Maine In Perspective

David Link makes a very important point here that bears underlining. Tuesday was a great day for gay rights everywhere but Maine:

We won voter approval of (1) domestic partnerships in Washington; (2) an anti-discrimination ordinance in Kalamazoo; (3) an openly gay city council president in Detroit; and (4) an openly lesbian mayoral candidate in Houston. That seems to say something about the state of anti-gay prejudice in this country.

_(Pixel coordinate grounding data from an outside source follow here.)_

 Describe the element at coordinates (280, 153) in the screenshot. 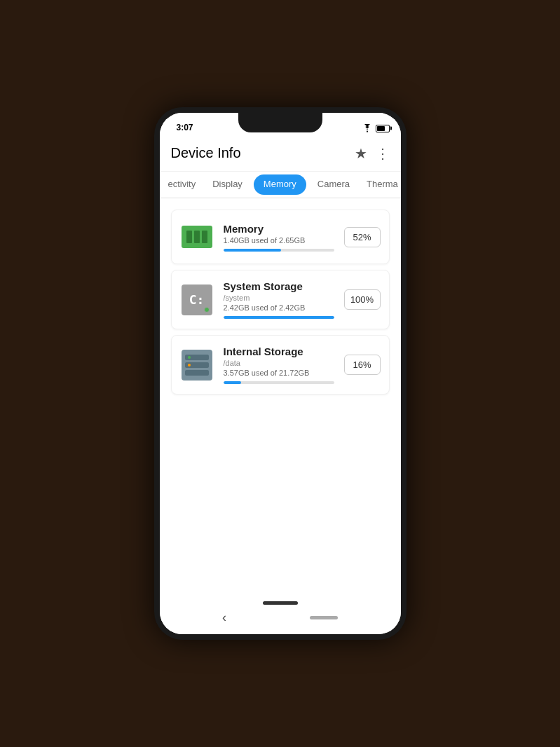

I see `app-header: Device Info ★ ⋮` at that location.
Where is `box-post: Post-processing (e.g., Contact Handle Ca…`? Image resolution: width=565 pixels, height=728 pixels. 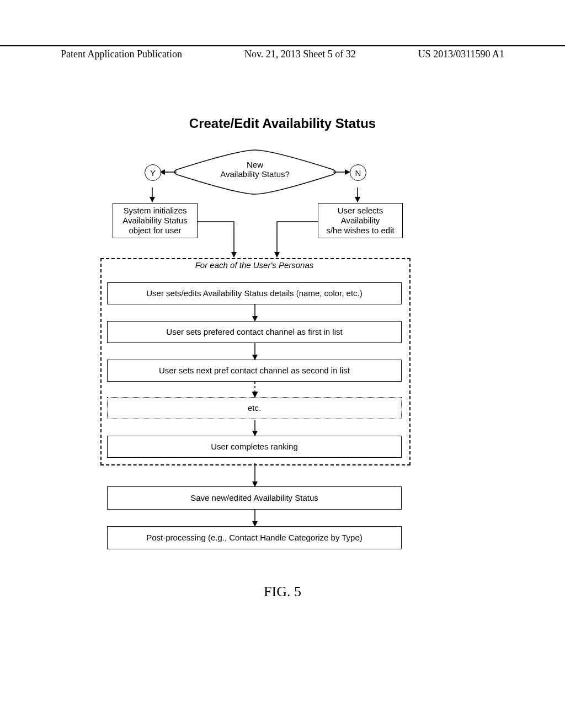 box-post: Post-processing (e.g., Contact Handle Ca… is located at coordinates (254, 538).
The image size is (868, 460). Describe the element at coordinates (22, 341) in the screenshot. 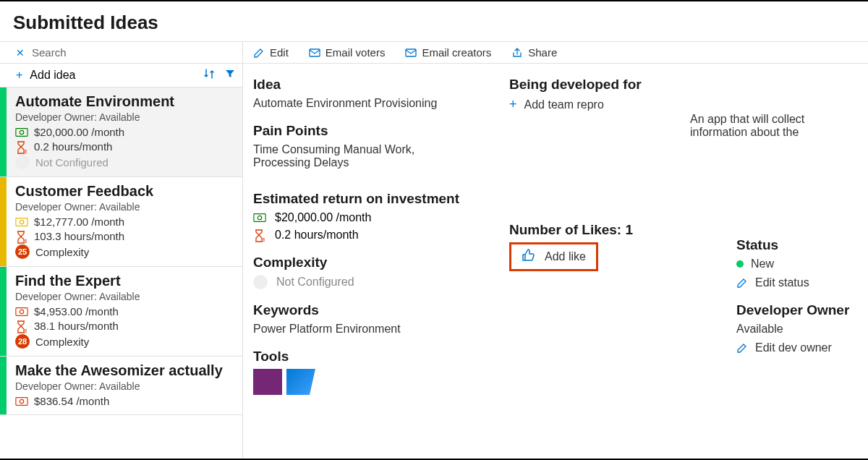

I see `complexity-badge: 28` at that location.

I agree with David that public opinion is now decisively inclusive of gay people - on every issue but civil marriage. But even on that last issue, we are now essentially neck and neck in California and Maine, the last two states to have referendums on the matter, and we are over 50 percent in Washington state for domestic partnerships that are identical to civil marriage on a state level, but without the m-word.

The anti-gay forces are fighting on the last ground they can win.

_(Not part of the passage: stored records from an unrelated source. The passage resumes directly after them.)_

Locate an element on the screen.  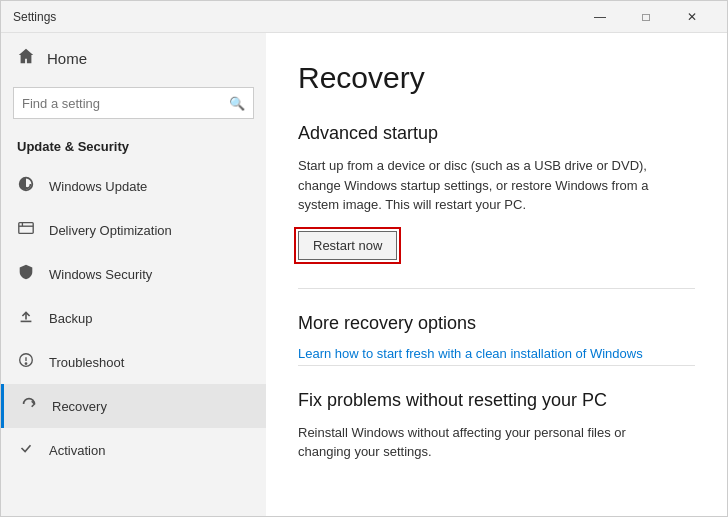
maximize-button: □ is located at coordinates (646, 17).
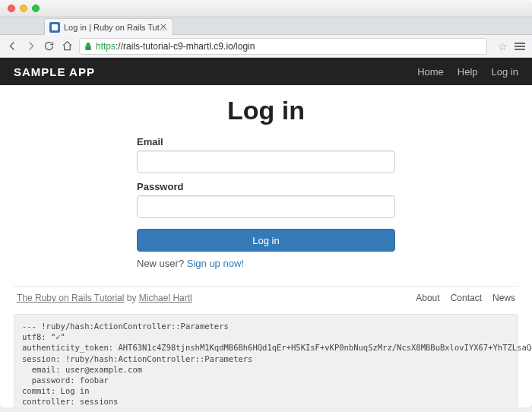  Describe the element at coordinates (504, 298) in the screenshot. I see `footer-news-link: News` at that location.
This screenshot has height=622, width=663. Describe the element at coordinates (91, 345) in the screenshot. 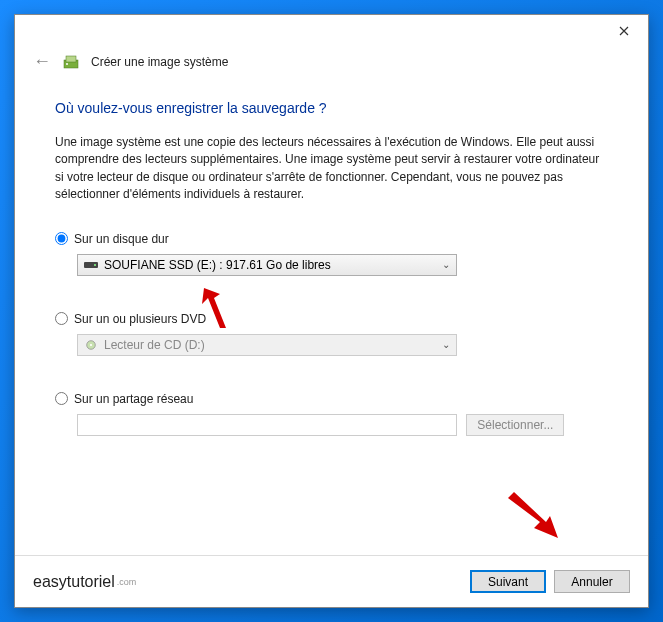

I see `cd-icon` at that location.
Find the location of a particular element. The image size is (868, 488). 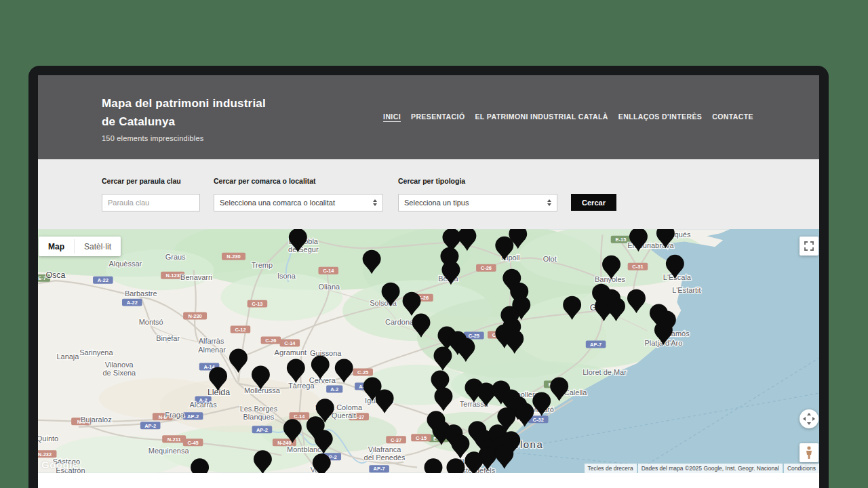

fullscreen-icon is located at coordinates (809, 246).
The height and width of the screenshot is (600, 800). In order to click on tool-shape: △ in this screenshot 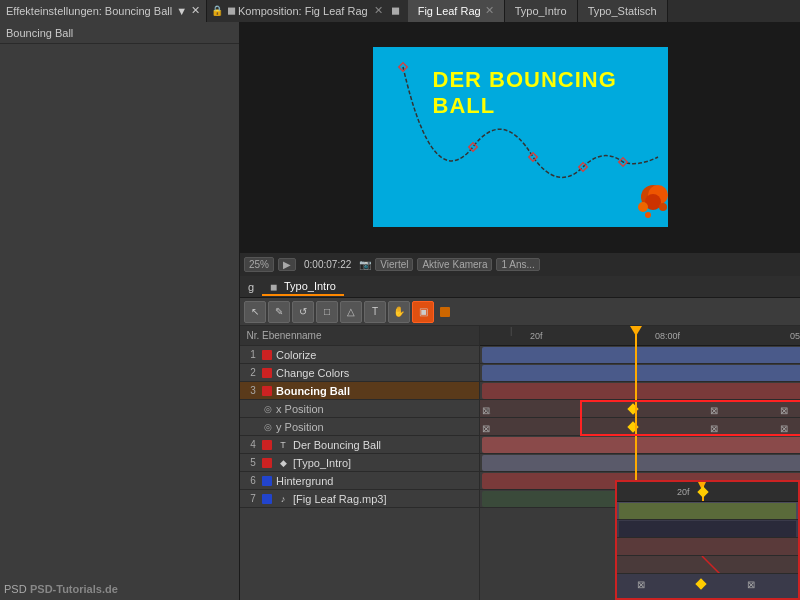, I will do `click(351, 312)`.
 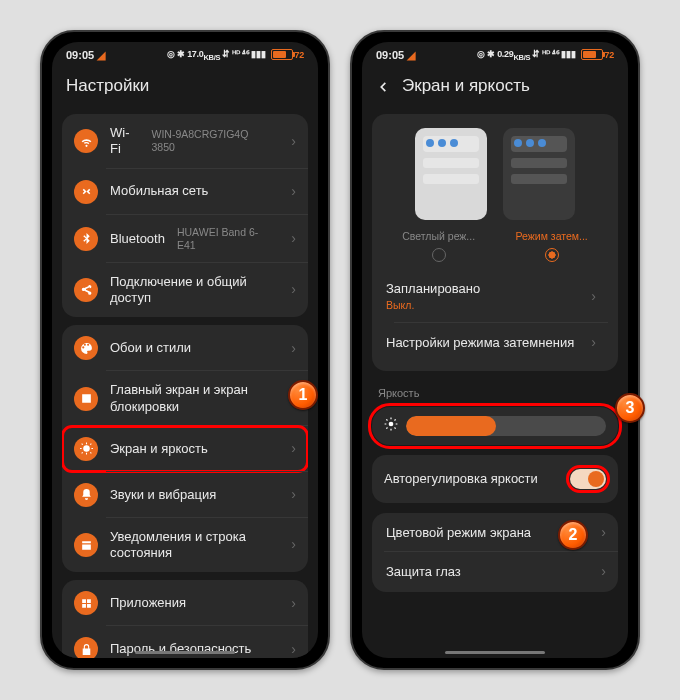 What do you see at coordinates (552, 236) in the screenshot?
I see `label-dark-mode: Режим затем...` at bounding box center [552, 236].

On the military ban, on employment non-discrimination, on civil unions, the failure to act is not a function of public opinion. It's a function of the Democratic party's general wussiness. On marriage, the only lever that is now working against gay couples - scaring parents about kids - doesn't work in the courts or legislatures because it isn't an argument as such; it's a feeling. So these referendums are grueling and the playing field is against us. In every other respect, we have won or will win if we can get the DNC to stop treating us as lepers. All we need is civil marriage in one state for a generation and the war is over. They will fight a rearguard action to humiliate, browbeat and stigmatize those of us building our relationships and families. But that is all they can do.